In a statement today, Mr. Kubiš added that he fully understands that Dr. Abdullah, and his opponent, Ashraf Ghani Ahmadzai, would need reassurances concerning the audit process.

“It could not be otherwise given the high stakes and widespread mobilization of supporters they were both able to achieve over two rounds of voting,” he said.

Meanwhile, more than 200 full-time international observers – hailing from the European Union and including its Election Assessment Team and the American non-governmental organizations National Democratic Institute, Democracy International and Creative, as well as Asian Network for Free Elections, are now in auditing warehouses in the capital.

According to a UN proposal, which has been agreed to by both candidates, they joined IEC audit teams to scrutinize some 23,000 boxes of ballots from the 14 June run-off using a 16-point checklist to look for things such as inconsistencies in marking the boxes or obvious patterns.

That information will then be reviewed by the IEC Board of Commissioners in open meetings –in the presence of international and domestic observers, candidate agents, the media and UN advisors – where they will decide to accept, recount or invalidate the results.

UNAMA has said that these “extraordinary international mobilization and transport efforts” are meant to provide Afghans with “unprecedented reassurance that the popular will which they bravely expressed on 5 April and 14 June will be known and respected.”

The proposal for the audit varies from past polls, where election officials relied on sampling and trends to extrapolate the extent of possible fraud.

Auditing every single audit box is a “unique opportunity,” said senior UN international elections expert, Jeff Fischer, who directly advises the IEC Board on international best practices.

“It meets international best practice, is consistent with the Afghan constitution and laws, and will produce a robust, credible and thorough audit that detects and eliminates fraudulent ballots while protecting valid votes,” he said.

The audit is led from the UN side by the UN Development Programme’s Enhancing Legal and Electoral Capacity for Tomorrow (UNDP ELECT II) project, which has spent the last four years promoting the capacity of Afghan electoral institutions.

I do not know enough about the two candidates–Abdullah Abdullah and Ashraf Ghani Ahmadzai–to try to determine whose positions and policies are in the best interests of the Afghan people. This is exactly why we have elections, to let people who will be directly affected decide for themselves. Whoever wins (whether Ahmadzai’s victory is upheld or overturned by the audit process) certainly has their work cut out for them. Afghanistan is one of the poorest, corrupt, insecure and culturally fragmented countries in the world.

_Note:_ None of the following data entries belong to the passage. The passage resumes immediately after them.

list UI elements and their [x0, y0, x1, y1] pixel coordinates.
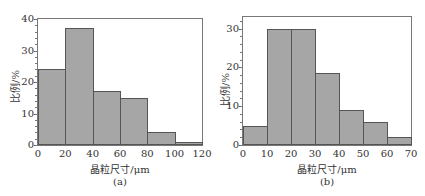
x-tick-label: 70 [399, 149, 423, 159]
y-tick-label: 30 [221, 24, 239, 34]
plot-frame-b [242, 16, 412, 146]
y-minor-tick [240, 75, 242, 76]
y-minor-tick [240, 106, 242, 107]
y-minor-tick [240, 145, 242, 146]
histogram-bar [291, 29, 316, 145]
y-minor-tick [240, 44, 242, 45]
x-tick-label: 40 [327, 149, 351, 159]
histogram-bar [315, 73, 340, 145]
x-tick-label: 20 [279, 149, 303, 159]
y-minor-tick [240, 67, 242, 68]
y-minor-tick [240, 98, 242, 99]
x-axis-title-b: 晶粒尺寸/μm [277, 161, 377, 176]
chart-panel-b: 0102030 010203040506070 比例/% 晶粒尺寸/μm (b) [0, 0, 425, 196]
y-minor-tick [240, 21, 242, 22]
x-tick-label: 0 [231, 149, 255, 159]
y-minor-tick [240, 60, 242, 61]
histogram-bar [363, 122, 388, 145]
y-minor-tick [240, 114, 242, 115]
histogram-bar [243, 126, 268, 145]
y-minor-tick [240, 91, 242, 92]
caption-b: (b) [307, 176, 347, 187]
x-tick-label: 10 [255, 149, 279, 159]
histogram-bar [339, 110, 364, 145]
x-tick-label: 30 [303, 149, 327, 159]
y-axis-title-b: 比例/% [217, 70, 232, 110]
y-minor-tick [240, 129, 242, 130]
histogram-bar [387, 137, 412, 145]
y-minor-tick [240, 83, 242, 84]
histogram-bar [267, 29, 292, 145]
x-tick-label: 60 [375, 149, 399, 159]
y-minor-tick [240, 36, 242, 37]
y-minor-tick [240, 122, 242, 123]
y-minor-tick [240, 29, 242, 30]
y-minor-tick [240, 52, 242, 53]
x-tick-label: 50 [351, 149, 375, 159]
y-minor-tick [240, 137, 242, 138]
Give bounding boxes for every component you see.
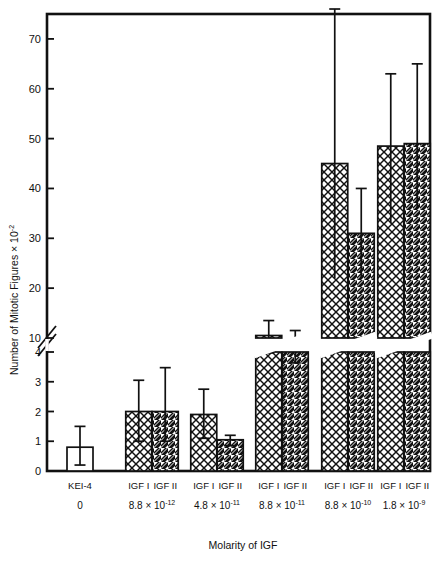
- x-axis-title: Molarity of IGF: [209, 539, 278, 551]
- y-tick-label: 50: [29, 133, 41, 145]
- group-molarity-label: 8.8 × 10-12: [129, 499, 176, 511]
- y-tick-label: 60: [29, 83, 41, 95]
- bar-segment: [404, 352, 430, 471]
- bar-series-label: IGF II: [349, 480, 373, 491]
- bar-series-label: IGF I: [193, 480, 214, 491]
- bar-series-label: IGF II: [153, 480, 177, 491]
- y-tick-label: 2: [35, 406, 41, 418]
- bar-diagonal: [282, 352, 308, 471]
- y-tick-label: 40: [29, 182, 41, 194]
- bar-series-label: IGF II: [405, 480, 429, 491]
- bar-series-label: KEI-4: [68, 480, 92, 491]
- bar-segment: [378, 352, 404, 471]
- group-molarity-label: 8.8 × 10-10: [325, 499, 372, 511]
- group-molarity-label: 1.8 × 10-9: [383, 499, 426, 511]
- x-axis-labels: KEI-40IGF IIGF II8.8 × 10-12IGF IIGF II4…: [68, 480, 429, 511]
- bar-series-label: IGF II: [218, 480, 242, 491]
- bar-series-label: IGF II: [283, 480, 307, 491]
- group-molarity-label: 8.8 × 10-11: [259, 499, 305, 511]
- y-tick-label: 0: [35, 465, 41, 477]
- bar-series-label: IGF I: [380, 480, 401, 491]
- bar-segment: [282, 352, 308, 471]
- group-molarity-label: 0: [77, 500, 83, 511]
- bar-chart-canvas: 0123410203040506070 KEI-40IGF IIGF II8.8…: [0, 0, 440, 562]
- y-tick-label: 3: [35, 376, 41, 388]
- chart-figure: 0123410203040506070 KEI-40IGF IIGF II8.8…: [0, 0, 440, 562]
- y-tick-label: 4: [35, 346, 41, 358]
- bar-segment: [256, 352, 282, 471]
- group-molarity-label: 4.8 × 10-11: [194, 499, 240, 511]
- bar-segment: [322, 352, 348, 471]
- bar-series-label: IGF I: [324, 480, 345, 491]
- y-tick-label: 70: [29, 33, 41, 45]
- y-tick-label: 1: [35, 435, 41, 447]
- bars-layer: [67, 9, 430, 471]
- bar-segment: [348, 352, 374, 471]
- bar-series-label: IGF I: [258, 480, 279, 491]
- bar-series-label: IGF I: [128, 480, 149, 491]
- y-tick-label: 20: [29, 282, 41, 294]
- y-axis-title: Number of Mitotic Figures × 10-2: [8, 225, 20, 375]
- svg-text:Number of Mitotic Figures × 10: Number of Mitotic Figures × 10-2: [8, 225, 20, 375]
- y-tick-label: 10: [29, 332, 41, 344]
- y-tick-label: 30: [29, 232, 41, 244]
- y-axis-ticks: 0123410203040506070: [29, 33, 54, 477]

Despite all these challenges–despite threats from the Taliban and lacking a history of effective democratic governance–about 40% of eligible voters turned out for the second round “run-off” elections held on June 14th. It is the job of an  independent and international auditing body to determine who will ultimately win the election. An unprecedented full audit of all votes is currently underway–the success or failure of this experiment could resonate in many forthcoming elections in the developing world.

The question remains, however, if either side is willing to accept defeat. Recently, candidate Abdullah’s camp has voiced discontent with the purportedly independent audit process:

The United Nations, which is assisting with the audit, and the Afghan Independent Election Commission announced a decision on the criteria for invalidating votes and tried to resume the audit on Sunday, but Mr. Abdullah’s team refused to participate, citing further objections to the criteria. Mr. Kerry made phone calls to both candidates on Friday, with little apparent progress.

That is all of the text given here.